Sophie was being difficult again, was watching her in that accusatory way, passing judgment, or rather confirming the various judgments she had already passed. For months now it had been going on like that. She hardly even seemed to talk any more; she merely watched and waited, until it was time to pounce. And Belle, who had always been more completely herself with Sophie than with anyone else, kept jabbering on evasively about things she no longer even thought about: her job at the WPA, for example, which had been cut back to half-time, and her boss, who was driving her mad, she said, which wasn’t remotely true, because she forgot his existence the minute she stepped outside.

This time she found herself trying to entertain Sophie with stories about her piecework, as she called it, which consisted of painting horses on ties. The man who paid her had been complaining lately about the quality of her tails: “You haven’t captured the poetry for me,” he said. But Sophie was not amused. Her face was a pantomime of reproach; she fidgeted in her chair, quivering with the need to get it out.
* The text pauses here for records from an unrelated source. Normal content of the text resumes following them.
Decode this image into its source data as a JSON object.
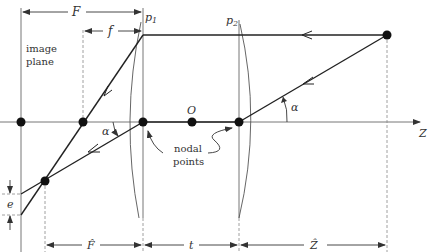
{
  "diagram": {
    "labels": {
      "F": "F",
      "f": "f",
      "p1": "p",
      "p1_sub": "1",
      "p2": "p",
      "p2_sub": "2",
      "image_plane_line1": "image",
      "image_plane_line2": "plane",
      "O": "O",
      "Z": "Z",
      "alpha_left": "α",
      "alpha_right": "α",
      "nodal_line1": "nodal",
      "nodal_line2": "points",
      "e": "e",
      "F_hat": "F̂",
      "t": "t",
      "Z_hat": "Ẑ"
    },
    "points": [
      {
        "name": "image-plane-axis-point",
        "x": 21,
        "y": 122
      },
      {
        "name": "focal-point",
        "x": 83,
        "y": 122
      },
      {
        "name": "nodal-point-1",
        "x": 143,
        "y": 122
      },
      {
        "name": "center-O",
        "x": 192,
        "y": 122
      },
      {
        "name": "nodal-point-2",
        "x": 239,
        "y": 122
      },
      {
        "name": "object-point",
        "x": 387,
        "y": 35
      },
      {
        "name": "image-point",
        "x": 45,
        "y": 181
      }
    ],
    "colors": {
      "line": "#333333",
      "thin": "#777777",
      "point": "#111111",
      "background": "#ffffff"
    }
  }
}
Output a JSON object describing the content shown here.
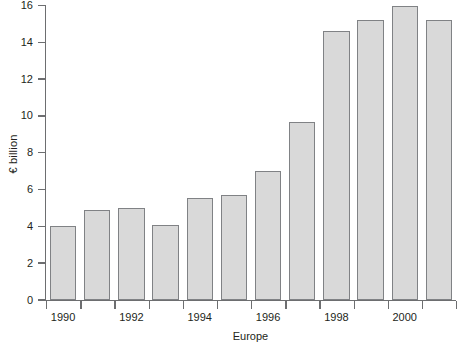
{
  "chart_data": {
    "type": "bar",
    "title": "",
    "xlabel": "Europe",
    "ylabel": "€ billion",
    "categories": [
      "1990",
      "1991",
      "1992",
      "1993",
      "1994",
      "1995",
      "1996",
      "1997",
      "1998",
      "1999",
      "2000",
      "2001"
    ],
    "values": [
      4.0,
      4.9,
      5.0,
      4.05,
      5.55,
      5.7,
      7.0,
      9.65,
      14.6,
      15.2,
      15.95,
      15.2
    ],
    "ylim": [
      0,
      16
    ],
    "ytick_values": [
      0,
      2,
      4,
      6,
      8,
      10,
      12,
      14,
      16
    ],
    "ytick_labels": [
      "0",
      "2",
      "4",
      "6",
      "8",
      "10",
      "12",
      "14",
      "16"
    ],
    "xtick_labels": [
      "1990",
      "",
      "1992",
      "",
      "1994",
      "",
      "1996",
      "",
      "1998",
      "",
      "2000",
      ""
    ],
    "visible_xtick_labels": [
      "1990",
      "1992",
      "1994",
      "1996",
      "1998",
      "2000"
    ],
    "grid": false,
    "legend": null,
    "bar_fill_color": "#d9d9d9",
    "bar_edge_color": "#808285",
    "axis_color": "#6d6e70",
    "text_color": "#231f20",
    "background_color": "#ffffff"
  }
}
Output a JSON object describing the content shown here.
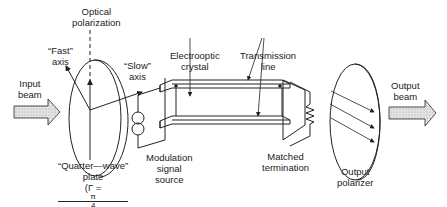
{
  "diagram": {
    "labels": {
      "optical_polarization": [
        "Optical",
        "polarization"
      ],
      "fast_axis": [
        "“Fast”",
        "axis"
      ],
      "slow_axis": [
        "“Slow”",
        "axis"
      ],
      "input_beam": [
        "Input",
        "beam"
      ],
      "electrooptic_crystal": [
        "Electrooptic",
        "crystal"
      ],
      "transmission_line": [
        "Transmission",
        "line"
      ],
      "quarter_wave_plate": [
        "“Quarter—wave”",
        "plate"
      ],
      "retardation": {
        "prefix": "(Γ = ",
        "num": "π",
        "den": "4",
        "suffix": ")"
      },
      "modulation_signal_source": [
        "Modulation",
        "signal",
        "source"
      ],
      "matched_termination": [
        "Matched",
        "termination"
      ],
      "output_polarizer": [
        "Output",
        "polarizer"
      ],
      "output_beam": [
        "Output",
        "beam"
      ]
    },
    "colors": {
      "line": "#222222",
      "arrow_fill": "#d4d4d4"
    }
  }
}
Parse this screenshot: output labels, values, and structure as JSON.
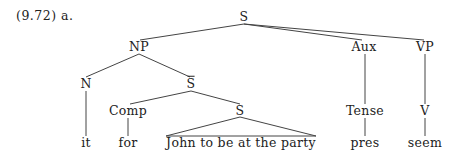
{
  "example": {
    "label": "(9.72) a."
  },
  "tree": {
    "root": "S",
    "nodes": {
      "s_root": "S",
      "np": "NP",
      "aux": "Aux",
      "vp": "VP",
      "n": "N",
      "s_bar": "S",
      "tense": "Tense",
      "v": "V",
      "comp": "Comp",
      "s_embedded": "S"
    },
    "leaves": {
      "it": "it",
      "for": "for",
      "clause": "John to be at the party",
      "pres": "pres",
      "seem": "seem"
    },
    "notes": {
      "s_bar_overline": true,
      "clause_as_triangle": true
    }
  },
  "colors": {
    "text": "#222222",
    "lines": "#444444",
    "background": "#ffffff"
  }
}
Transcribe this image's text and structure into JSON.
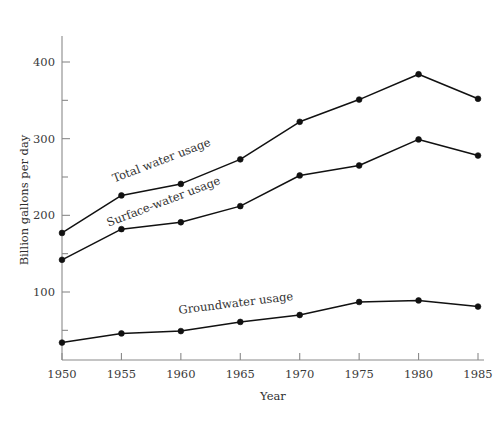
{
  "chart_data": {
    "type": "line",
    "title": "",
    "xlabel": "Year",
    "ylabel": "Billion gallons per day",
    "categories": [
      1950,
      1955,
      1960,
      1965,
      1970,
      1975,
      1980,
      1985
    ],
    "x": [
      1950,
      1955,
      1960,
      1965,
      1970,
      1975,
      1980,
      1985
    ],
    "xlim": [
      1948,
      1987
    ],
    "ylim": [
      0,
      440
    ],
    "x_tick_labels": [
      "1950",
      "1955",
      "1960",
      "1965",
      "1970",
      "1975",
      "1980",
      "1985"
    ],
    "y_tick_labels": [
      "100",
      "200",
      "300",
      "400"
    ],
    "y_major_ticks": [
      100,
      200,
      300,
      400
    ],
    "y_minor_ticks": [
      50,
      150,
      250,
      350
    ],
    "grid": false,
    "legend": "inline-labels",
    "series": [
      {
        "name": "Total water usage",
        "label": "Total water usage",
        "label_rotation": -21,
        "values": [
          177,
          226,
          241,
          273,
          322,
          351,
          384,
          352
        ]
      },
      {
        "name": "Surface-water usage",
        "label": "Surface-water usage",
        "label_rotation": -21,
        "values": [
          142,
          182,
          191,
          212,
          252,
          265,
          299,
          278
        ]
      },
      {
        "name": "Groundwater usage",
        "label": "Groundwater usage",
        "label_rotation": -7,
        "values": [
          34,
          46,
          49,
          61,
          70,
          87,
          89,
          81
        ]
      }
    ],
    "colors": {
      "line": "#111111",
      "marker": "#111111",
      "axis": "#8a8a8a",
      "text": "#333333",
      "background": "#ffffff"
    }
  }
}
“Why doesn’t he paint the horses?” she asked, meaning Clay. “Then you’d have some time for your painting.”

“Did you just want to see me so you could do this?”

“Do what?”

“What you’re doing now.”

“I’m worried about you, that’s all.”

“Well, don’t be.”

“You haven’t even mentioned the war. I bet you never give it a thought.” Sophie bit her lip. “You’re like someone pushing a piano up a flight of stairs.”

“What’s that supposed to mean?”

“I don’t know. Just an image that came to me. You’ll never admit you’re in trouble.”

“For Christ’s sake, Sophie.”

“You’re in a bad way, you know that? Like someone under a spell.”

“Can’t you let up for five minutes?”

For a second they glared at each other. Then Sophie ducked her head and traced a figure eight on the marble tabletop. “So Madame Dreyfus is going to give him a show uptown. That’s great.”

“It is, sort of.”

“What about your painting? What’s happening with that?”

Belle set down her cup. “Could you not start on that one?”

“You’re burying yourself alive for him.”

“I’m not.”

“Of course you are. And you’re the one who used to yell about that louder than anyone.”

“It’s not personal. It has nothing to do with the personal. It’s about something else.”

“That’s bullshit.”

“It isn’t. You saw his paintings. You know how good they are.”

“I don’t know. I thought some of your stuff last year was pretty good.”

“Don’t be ridiculous. Not like that.”

“So you’ve dedicated yourself to his genius.”

“I am not some poor girlie fresh out of art school. I know what I’m doing. What time is it?”

“Ten past six.”

“I’ve got to go.” She stood up. “Our presence is required at Rosie’s tonight, and I have to iron my black dress. Are you going to give me flak about that too?”

“You’re just angry because you know I’m right. Because I want you to be a serious person.” Sophie sighed, a yenta’s sigh, full of ostentatious patience. “Forget it. I’ll walk you to the corner.”

They both dropped some coins on the table and gathered up their things. “I don’t know,” Belle said. “Who the hell knows what’s going on?” They both knew it was a kind of peace-offering, however lame; she was saying she did not want Sophie to give up on her yet.

They were almost to the corner where they would part when Sophie spoke again. “So is she really as crazy as they say?”

“Who?”

“You know. La Dreyfus.”

Belle slowed down, considering. “Sometimes I think she’s no crazier than the rest of us, she just never had to learn to control herself. So it’s all right out there, the stuff that everyone else hides.”

“But you spend time with her, you go to her parties. Do you like her?”

“Once in a while I feel sorry for her. Nobody could like her.”

“Well, that’s a relief.”

“Why?”

“Because, honeleh, you start liking people like Rosie Dreyfus, you’re really done for. Geendicht. There’s only so much money a person can have in this world and not turn evil. She’s got a lot more than that.”